What I am _not_ looking for is information on how to add it post-installation to a single box. I am looking to have the root CA cert ship with the product (like what happens for VeriSign, Comodo, GlobalSign, etc.).
There is no distro too big or too small for what I am looking for - if it exists we want the extra ubiquity. The company I work for is looking to be adding our root certificate to the trusted root store in the relatively near future (next few months) as we will be starting WebTrust validation soon. I think it would also be handy to have this posted for others to locate.
The best I have found searching here is an old article saying that a united trusted cert store would be a good idea.
Distribution: OpenBSD 4.6, OS X 10.6.2, CentOS 4 & 5
Posts: 3,660
Rep:
Most OSS programs just import the root CA bundle that ships with OpenSSL. Good luck convincing them that they should include your root CA, though.
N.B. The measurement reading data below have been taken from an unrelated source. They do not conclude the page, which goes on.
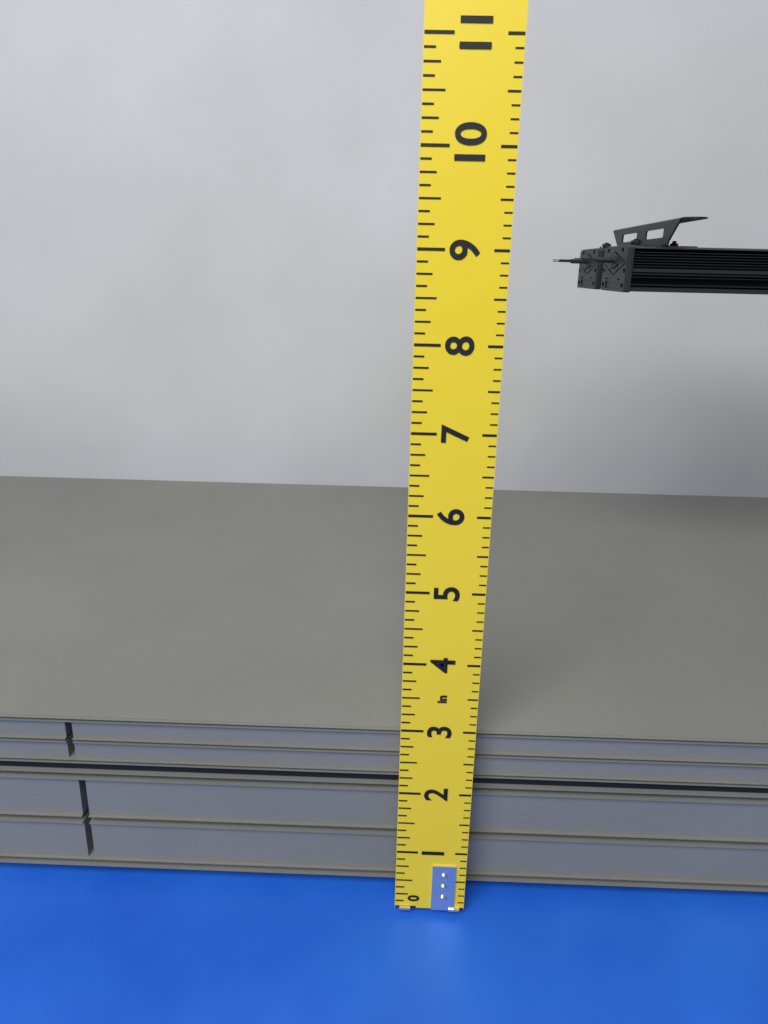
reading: 2.750 in
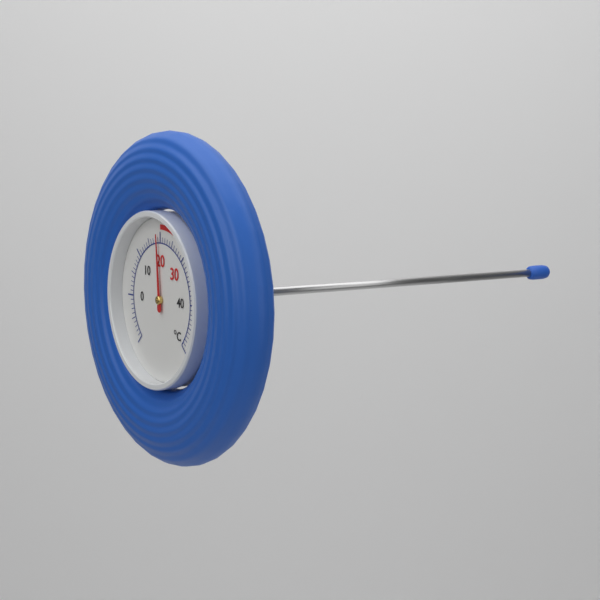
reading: 19 °C
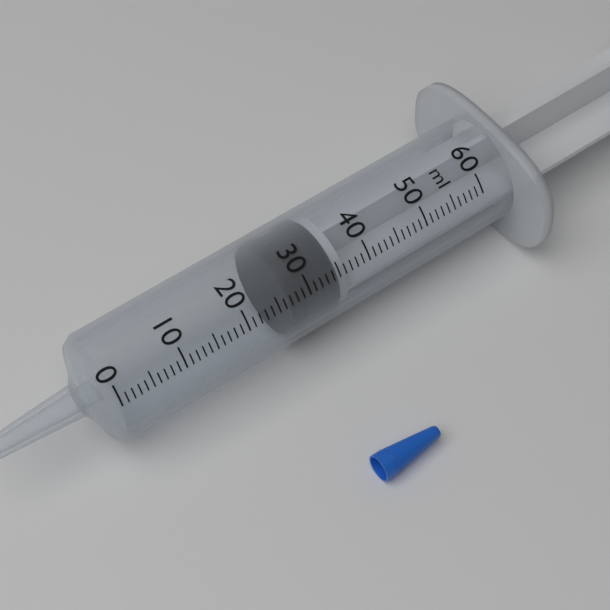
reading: 27 ml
It's not a trivial task.
Sounds good - they were on the list anyways. I'm not too worried about convincing them - the company I work for has more than a little bit of sway and passing WebTrust should not be too much of an issue. Thanks again.
No dice... received this reply:
%snip%
The OpenSSL project does not have a root CA program and has decided to not supply root CA certificates with the toolkit.
Distribution: OpenBSD 4.6, OS X 10.6.2, CentOS 4 & 5
Posts: 3,660
Rep:
Hmmm, I guess each distribution just builds their own CA bundle to ship with OpenSSL... every installation of OpenSSL that I've done (multiple OSs) has had a CA bundle with it. /shrug
I guess start with the big distributions and don't waste too much effort trying to chase each one down. If you contact Red Hat, Novell, Canonical, and FreeBSD that should cover the majority.